Transcript
Page 1: Alliteration, Assonance and Consonance

Alliteration, Assonance and Consonance

Page 2: Alliteration, Assonance and Consonance

• Poems often utilize many devices to be effective and successful.

• Three related terms referring to sound in poetry are alliteration, assonance, and consonance.

• These three terms are often confused for one another, or used in place of one another. Though they are related, they are quite different.

Page 3: Alliteration, Assonance and Consonance

•Alliteration is the repetition of consonants within words in close proximity.• Alliteration generally refers to sounds at the start of a word. Here is an example from beowulf

feasceaft funden; he þæs frofre gebad,weox under wolcnum, weorþ-myndum þah

Alliteration

In the first line, the letter 'f' is used in repetition, and the same with 'w' in the second line.

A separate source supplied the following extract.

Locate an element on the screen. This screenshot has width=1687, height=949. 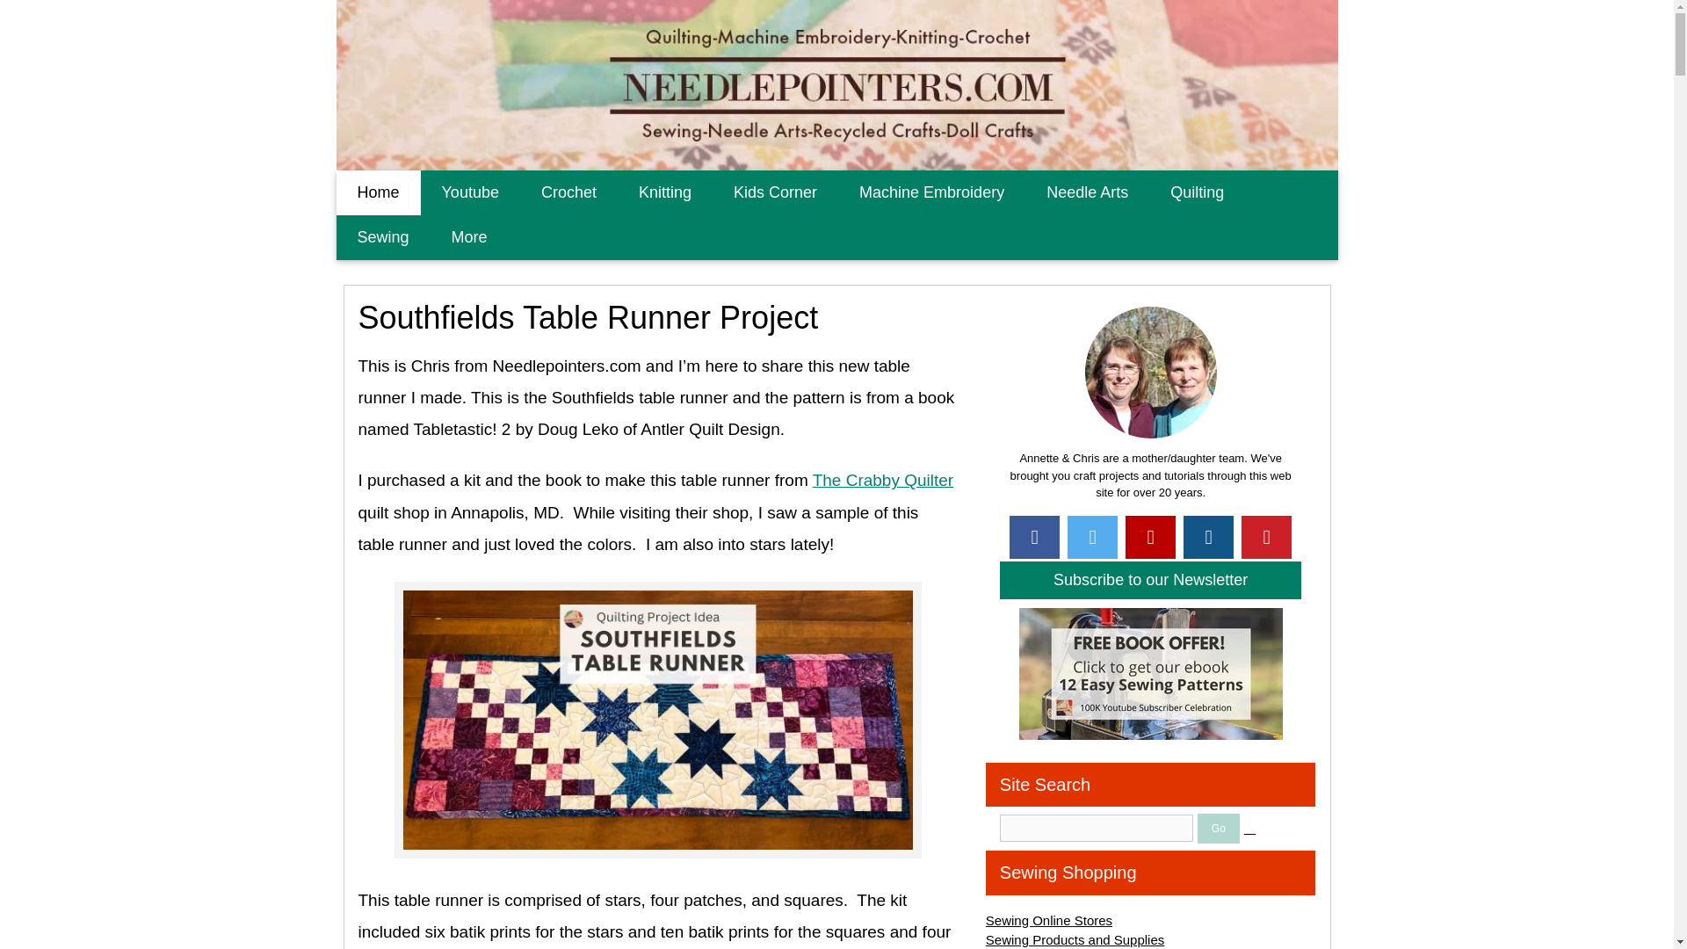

Page 4: Alliteration, Assonance and Consonance

Here is another example of alliteration from Gerard Manley Hopkins’s “Pied Beauty”

• Glory be to God for dappled things...

Landscapes plotted and pieced—fold, fallow and plough;

And áll trádes, their gear and tackle and trim.

• Find the alliteration???

• In this example the letter “g” is used in repetition in the first line, “p” and “f” in the second line, and “t” in the third line.

• Glory be to God for dappled things...

Landscapes plotted and pieced—fold, fallow and plough;

And áll trádes, their gear and tackle and trim.